Abstract:Volumetric video streaming offers immersive 3D experiences but faces significant challenges due to high bandwidth requirements and latency issues in transmitting detailed content in real time. Traditional methods like point cloud streaming compromise visual quality when zoomed in, and neural rendering techniques are too computationally intensive for real-time use. Though mesh-based streaming stands out by preserving surface detail and connectivity, offering a more refined representation for 3D content, traditional mesh streaming methods typically transmit data on a per-frame basis, failing to take full advantage of temporal redundancies across frames. This results in inefficient bandwidth usage and poor adaptability to fluctuating network conditions. We introduce Deformation-based Adaptive Volumetric Video Streaming, a novel framework that enhances volumetric video streaming performance by leveraging the inherent deformability of mesh-based representations. DeformStream uses embedded deformation to reconstruct subsequent frames from inter-frame motion, significantly reducing bandwidth usage while ensuring visual coherence between frames. To address frame reconstruction overhead and network adaptability, we formulate a new QoE model that accounts for client-side deformation latency and design a dynamic programming algorithm to optimize the trade-off between visual quality and bandwidth consumption under varying network conditions. Our evaluation demonstrates that Deformation-based Adaptive Volumetric Video Streaming outperforms existing mesh-based streaming systems in both bandwidth efficiency and visual quality, offering a robust solution for real-time volumetric video applications.

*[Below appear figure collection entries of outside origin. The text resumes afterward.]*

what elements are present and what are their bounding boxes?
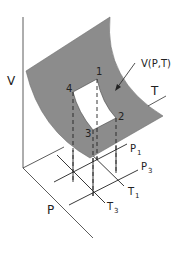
label-p3: P 3 [141,161,152,175]
svg-text:T: T [106,201,114,212]
t-axis-base [23,147,64,168]
svg-text:3: 3 [114,207,118,215]
svg-text:T: T [127,186,135,197]
corner-label-4: 4 [66,83,72,94]
surface-label: V(P,T) [141,58,171,69]
v-axis-label: V [7,74,16,88]
svg-text:P: P [130,143,136,154]
pvt-diagram: V P T V(P,T) 1 2 3 4 P 1 P 3 T 1 T 3 [0,0,177,254]
p-axis [23,168,93,238]
svg-text:P: P [141,161,147,172]
corner-label-3: 3 [85,128,91,139]
svg-text:3: 3 [148,167,152,175]
label-t1: T 1 [127,186,139,200]
t3-line [57,155,105,203]
corner-label-2: 2 [118,111,124,122]
svg-text:1: 1 [135,192,139,200]
label-p1: P 1 [130,143,141,157]
t-axis-label: T [150,84,159,98]
p-axis-label: P [47,203,54,217]
label-t3: T 3 [106,201,118,215]
corner-label-1: 1 [96,66,102,77]
svg-text:1: 1 [137,149,141,157]
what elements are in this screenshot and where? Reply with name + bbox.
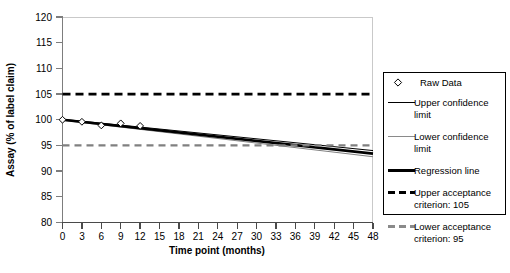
assay-stability-chart: 80859095100105110115120 0369121518212427… [0,0,510,273]
x-tick-label: 15 [154,231,166,242]
x-tick-label: 9 [118,231,124,242]
x-tick-label: 45 [348,231,360,242]
legend: Raw DataUpper confidencelimitLower confi… [384,73,506,245]
x-axis-ticks [63,223,374,230]
legend-label-continued: limit [414,109,431,120]
raw-data-point [59,116,66,123]
x-tick-label: 21 [193,231,205,242]
y-tick-label: 110 [36,63,52,74]
legend-label: Lower confidence [414,131,488,142]
y-tick-label: 100 [35,114,52,125]
y-tick-label: 115 [36,37,52,48]
y-tick-label: 95 [41,140,53,151]
y-tick-label: 120 [35,12,52,23]
y-tick-label: 85 [41,191,53,202]
x-tick-label: 30 [251,231,263,242]
x-tick-label: 27 [232,231,244,242]
raw-data-point [79,118,86,125]
y-axis-tick-labels: 80859095100105110115120 [35,12,52,229]
legend-item: Lower acceptancecriterion: 95 [388,221,491,244]
legend-label: Lower acceptance [414,221,491,232]
legend-label: Upper confidence [414,97,488,108]
x-tick-label: 39 [309,231,321,242]
y-axis-title: Assay (% of label claim) [5,63,16,177]
x-tick-label: 6 [99,231,105,242]
x-tick-label: 42 [329,231,341,242]
x-tick-label: 36 [290,231,302,242]
x-tick-label: 33 [270,231,282,242]
x-tick-label: 12 [135,231,147,242]
x-tick-label: 0 [60,231,66,242]
legend-label-continued: criterion: 95 [414,233,464,244]
x-axis-title: Time point (months) [169,245,265,256]
y-axis: 80859095100105110115120 [35,12,62,229]
x-tick-label: 24 [212,231,224,242]
legend-label-continued: criterion: 105 [414,199,469,210]
y-tick-label: 90 [41,166,53,177]
legend-label: Regression line [414,165,479,176]
y-tick-label: 80 [41,217,53,228]
series-layer [63,94,374,157]
plot-frame [62,18,373,223]
y-tick-label: 105 [35,89,52,100]
x-tick-label: 48 [367,231,379,242]
legend-label-continued: limit [414,143,431,154]
x-tick-label: 18 [173,231,185,242]
x-axis: 036912151821242730333639424548 [60,223,379,243]
chart-canvas: 80859095100105110115120 0369121518212427… [0,0,510,273]
series-regression-line [63,120,374,154]
legend-label: Upper acceptance [414,187,491,198]
x-axis-tick-labels: 036912151821242730333639424548 [60,231,379,242]
legend-label: Raw Data [420,77,462,88]
x-tick-label: 3 [79,231,85,242]
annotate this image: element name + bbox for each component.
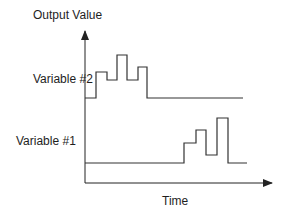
variable-2-waveform: [85, 55, 243, 98]
timing-diagram: [0, 0, 293, 216]
variable-1-waveform: [85, 118, 247, 163]
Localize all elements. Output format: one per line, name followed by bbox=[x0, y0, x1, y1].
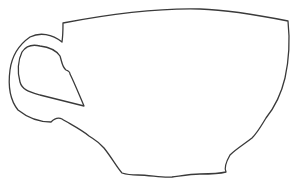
teacup-drawing-canvas bbox=[0, 0, 297, 183]
teacup-handle-inner-path bbox=[18, 45, 84, 106]
teacup-outline-path bbox=[9, 9, 289, 177]
teacup-outline-icon bbox=[0, 0, 297, 183]
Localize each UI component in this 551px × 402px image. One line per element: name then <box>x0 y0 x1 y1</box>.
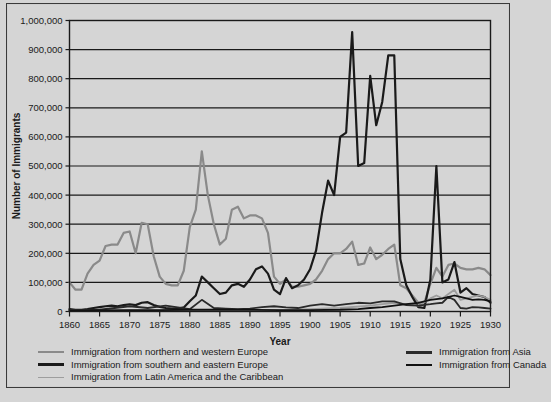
legend-item: Immigration from southern and eastern Eu… <box>38 359 338 372</box>
legend-item-label: Immigration from Latin America and the C… <box>71 371 283 384</box>
y-tick-label: 300,000 <box>28 219 62 230</box>
legend-item: Immigration from northern and western Eu… <box>38 346 338 359</box>
legend-column-right: Immigration from AsiaImmigration from Ca… <box>406 346 551 371</box>
legend-color-swatch <box>406 364 432 367</box>
y-tick-label: 500,000 <box>28 160 62 171</box>
y-tick-label: 600,000 <box>28 131 62 142</box>
series-line <box>70 32 491 310</box>
legend-item: Immigration from Latin America and the C… <box>38 371 338 384</box>
x-tick-label: 1890 <box>239 319 260 330</box>
axis-ticks <box>66 21 491 317</box>
legend-color-swatch <box>406 351 432 354</box>
legend-column-left: Immigration from northern and western Eu… <box>38 346 338 384</box>
x-tick-label: 1880 <box>179 319 200 330</box>
x-tick-label: 1910 <box>360 319 381 330</box>
x-tick-label: 1885 <box>209 319 230 330</box>
legend-item-label: Immigration from southern and eastern Eu… <box>71 359 268 372</box>
y-tick-label: 100,000 <box>28 277 62 288</box>
series-line <box>70 151 491 302</box>
data-series <box>70 32 491 310</box>
x-tick-label: 1905 <box>330 319 351 330</box>
x-tick-label: 1870 <box>119 319 140 330</box>
x-tick-label: 1895 <box>269 319 290 330</box>
y-tick-label: 0 <box>57 306 62 317</box>
x-tick-label: 1930 <box>480 319 501 330</box>
y-axis-title: Number of Immigrants <box>11 112 22 219</box>
x-tick-label: 1865 <box>89 319 110 330</box>
y-tick-label: 400,000 <box>28 190 62 201</box>
legend-color-swatch <box>38 377 64 379</box>
y-tick-label: 900,000 <box>28 44 62 55</box>
legend-item: Immigration from Asia <box>406 346 551 359</box>
legend-item: Immigration from Canada <box>406 359 551 372</box>
x-tick-label: 1900 <box>300 319 321 330</box>
y-axis-tick-labels: 0100,000200,000300,000400,000500,000600,… <box>20 15 62 317</box>
legend-item-label: Immigration from Asia <box>439 346 531 359</box>
legend-item-label: Immigration from Canada <box>439 359 546 372</box>
x-tick-label: 1860 <box>59 319 80 330</box>
y-tick-label: 200,000 <box>28 248 62 259</box>
x-tick-label: 1920 <box>420 319 441 330</box>
x-tick-label: 1875 <box>149 319 170 330</box>
legend-item-label: Immigration from northern and western Eu… <box>71 346 268 359</box>
y-tick-label: 1,000,000 <box>20 15 62 26</box>
x-tick-label: 1915 <box>390 319 411 330</box>
legend-color-swatch <box>38 363 64 366</box>
x-tick-label: 1925 <box>450 319 471 330</box>
legend-color-swatch <box>38 351 64 353</box>
y-tick-label: 800,000 <box>28 73 62 84</box>
y-tick-label: 700,000 <box>28 102 62 113</box>
x-axis-tick-labels: 1860186518701875188018851890189519001905… <box>59 319 501 330</box>
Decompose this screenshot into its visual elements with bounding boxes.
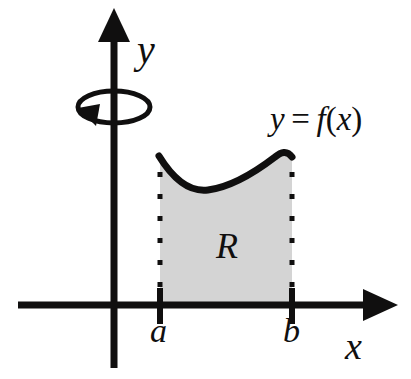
curve-label-f: f	[317, 101, 326, 137]
x-axis-label: x	[345, 327, 362, 365]
curve-label-equals: =	[291, 101, 310, 137]
y-axis-label: y	[137, 30, 155, 70]
y-axis-arrowhead	[98, 8, 130, 42]
curve-label-argument: x	[337, 101, 352, 137]
tick-label-a: a	[150, 314, 167, 348]
diagram-vector-layer	[0, 0, 411, 379]
tick-label-b: b	[283, 314, 300, 348]
x-axis-arrowhead	[363, 289, 398, 321]
region-label: R	[216, 228, 238, 264]
curve-equation-label: y = f(x)	[270, 103, 362, 136]
curve-label-close-paren: )	[351, 101, 362, 137]
curve-label-y: y	[270, 101, 285, 137]
diagram-canvas: y x a b R y = f(x)	[0, 0, 411, 379]
curve-label-open-paren: (	[326, 101, 337, 137]
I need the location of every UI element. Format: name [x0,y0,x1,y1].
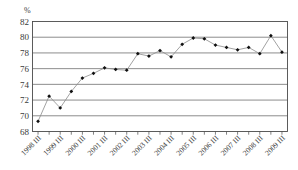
y-axis-tick-label: 82 [20,17,29,27]
y-axis-tick-label: 74 [20,80,30,90]
y-axis-tick-label: 70 [20,111,30,121]
y-axis-tick-label: 78 [20,48,30,58]
y-axis-tick-label: 76 [20,64,30,74]
line-chart: % 6870727476788082 1998 III1999 III2000 … [0,0,298,170]
chart-container: % 6870727476788082 1998 III1999 III2000 … [0,0,298,170]
y-axis-unit-label: % [24,6,31,15]
y-axis-tick-label: 72 [20,95,29,105]
y-axis-tick-label: 80 [20,32,30,42]
y-axis-tick-label: 68 [20,127,30,137]
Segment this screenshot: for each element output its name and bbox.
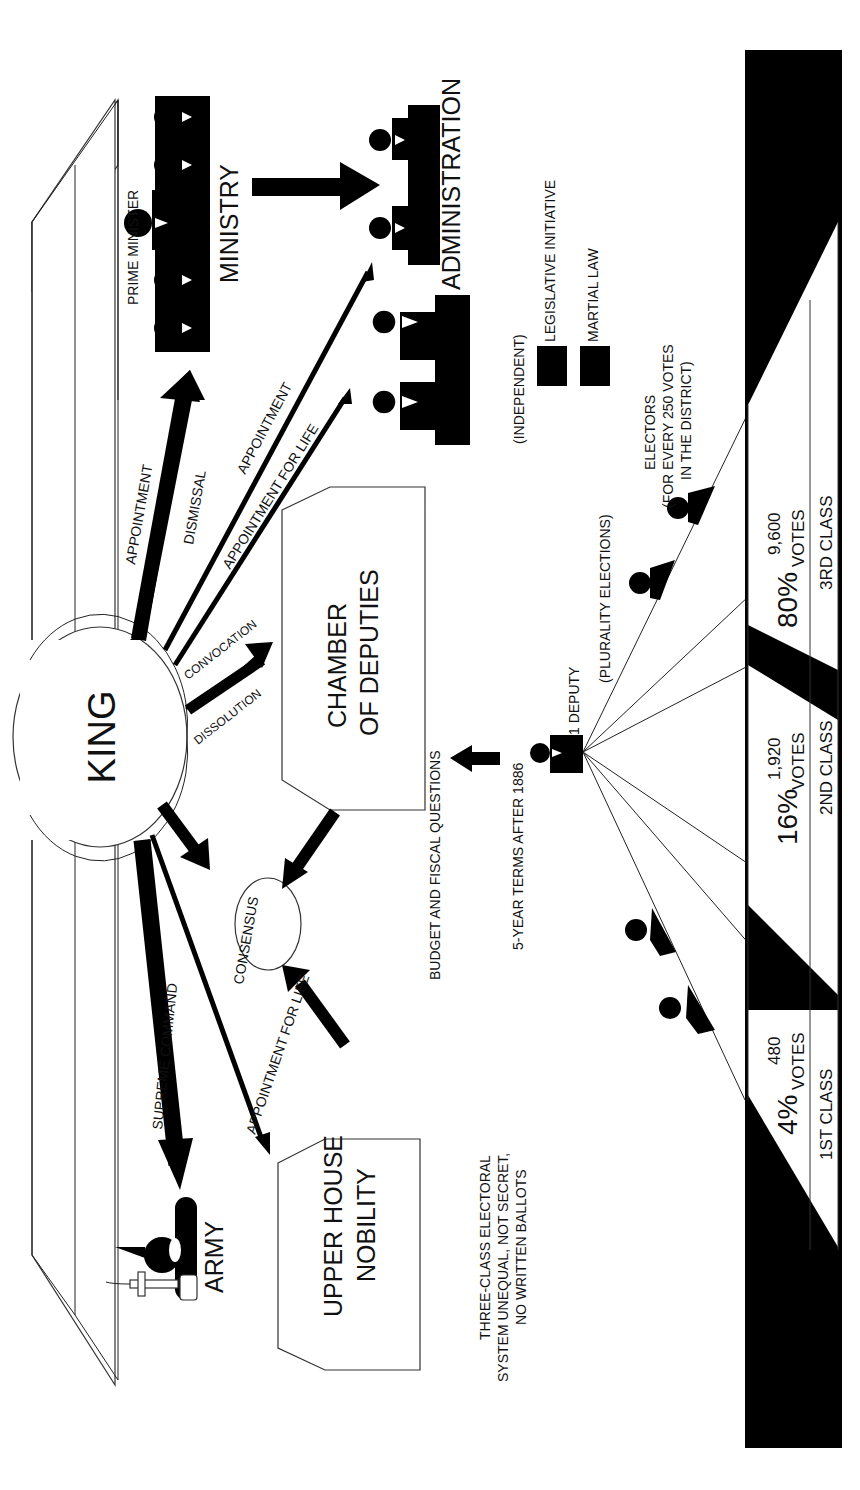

Abstract:The high-accuracy and resource-intensive deep neural networks (DNNs) have been widely adopted by live video analytics (VA), where camera videos are streamed over the network to resource-rich edge/cloud servers for DNN inference. Common video encoding configurations (e.g., resolution and frame rate) have been identified with significant impacts on striking the balance between bandwidth consumption and inference accuracy and therefore their adaption scheme has been a focus of optimization. However, previous profiling-based solutions suffer from high profiling cost, while existing deep reinforcement learning (DRL) based solutions may achieve poor performance due to the usage of fixed reward function for training the agent, which fails to craft the application goals in various scenarios. In this paper, we propose ILCAS, the first imitation learning (IL) based configuration-adaptive VA streaming system. Unlike DRL-based solutions, ILCAS trains the agent with demonstrations collected from the expert which is designed as an offline optimal policy that solves the configuration adaption problem through dynamic programming. To tackle the challenge of video content dynamics, ILCAS derives motion feature maps based on motion vectors which allow ILCAS to visually ``perceive'' video content changes. Moreover, ILCAS incorporates a cross-camera collaboration scheme to exploit the spatio-temporal correlations of cameras for more proper configuration selection. Extensive experiments confirm the superiority of ILCAS compared with state-of-the-art solutions, with 2-20.9% improvement of mean accuracy and 19.9-85.3% reduction of chunk upload lag.